All the officials except Chubais and Kokh were fired last weekend for their acceptance of the advance. Kokh had been fired in August for accepting a separate book advance.
Uneximbank this summer won two major privatization sales overseen by Chubais and Kokh for telecommunications holding Svyazinvest and metals producer Norilsk Nickel.
Potanin on Wednesday offered little detail but said his bank acquired its share in Segodnya Press after the book deal was signed. Uneximbank spokesman Sergei Chernitsyn later said the book deal was closed in the spring, while Uneximbank acquired a 51 percent stake in Segodnya Press in August when the newspaper Komsomolskaya Pravda, in which the bank owns a 20 percent stake, merged with the Segodnya Group.
Sitting at the head of a table in his dark-paneled Uneximbank office, Potanin said he regrets the loss of any key government leaders at a time when Russian markets are down and government coffers are bare.
"When a team is sharply changed, it takes time for the new people to master the levers. At the present time, to put it bluntly, when one needs to take urgent and very serious measures aimed at stabilizing the situation, there is really no changing horses in midstream," Potanin said.

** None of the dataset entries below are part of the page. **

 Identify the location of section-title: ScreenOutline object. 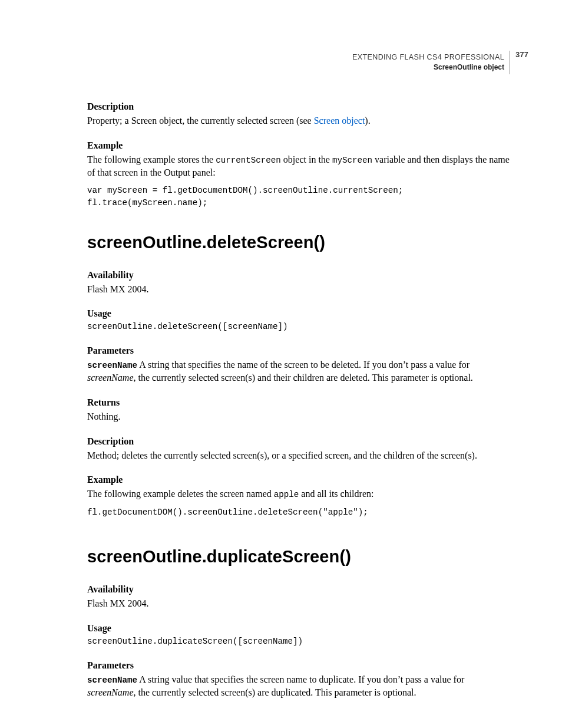
(296, 67).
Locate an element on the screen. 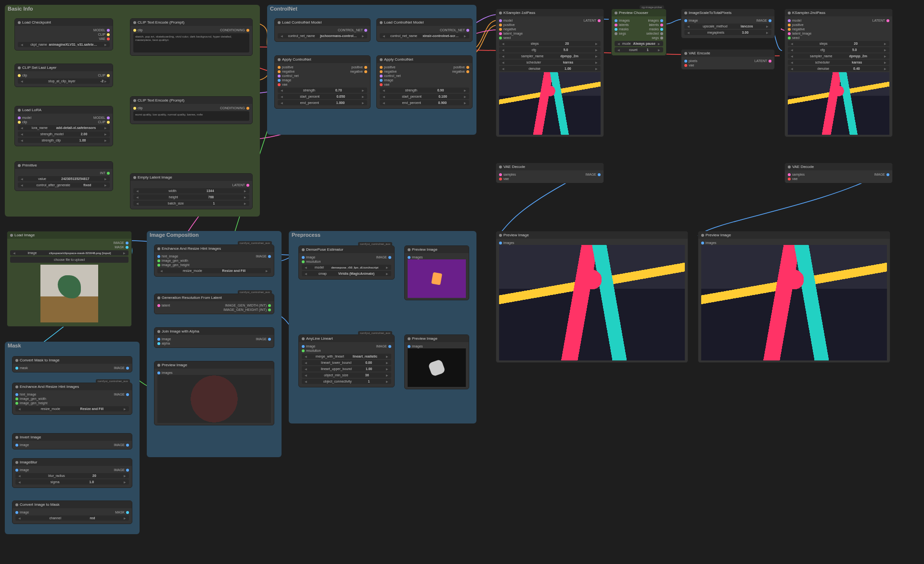 The image size is (924, 564). node-load-image: Load Image IMAGE MASK ◀imageclipspace/cl… is located at coordinates (69, 279).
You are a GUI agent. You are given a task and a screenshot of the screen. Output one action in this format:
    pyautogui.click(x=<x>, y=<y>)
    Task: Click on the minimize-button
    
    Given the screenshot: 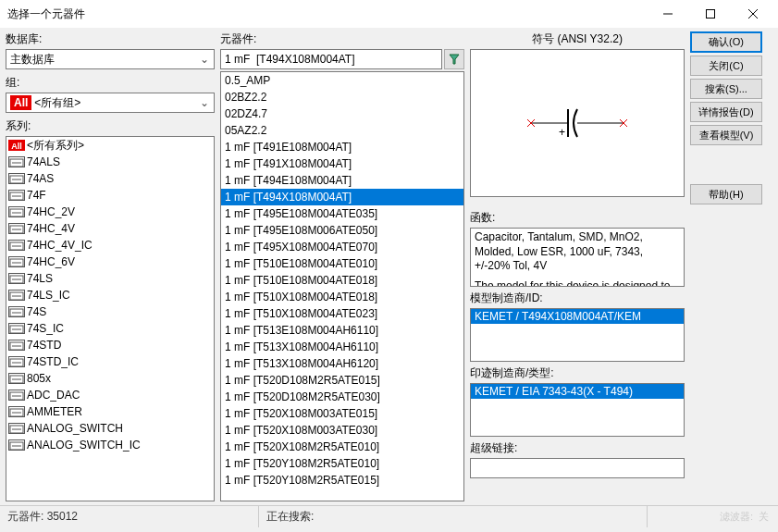 What is the action you would take?
    pyautogui.click(x=668, y=14)
    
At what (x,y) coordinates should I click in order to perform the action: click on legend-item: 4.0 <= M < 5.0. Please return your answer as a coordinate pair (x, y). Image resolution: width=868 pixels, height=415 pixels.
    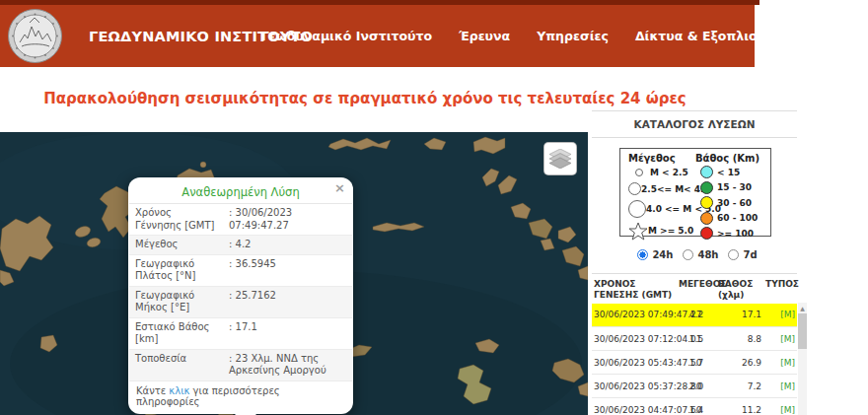
    Looking at the image, I should click on (661, 209).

"Mostovoi, for example, should be engaged now in vigorously pursuing bankruptcies in order to raise discipline in tax collection," he said. "The same with Boiko. It would be good if he continued to work on the auctions, so that the rules there would be written more clearly."
Chubais has managed to retain his post despite the book scandal. Careful to stress that President Boris Yeltsin alone should decide Chubais' fate, Potanin nonetheless said the loss of Chubais would be damaging to business in general.
"I think that by his work he raises the capabilities of the entire government in a serious way," Potanin said. "It is easier to work when there are such people in the government."
He added, however, that "nothing will change for [Uneximbank] if there is no Chubais in the government."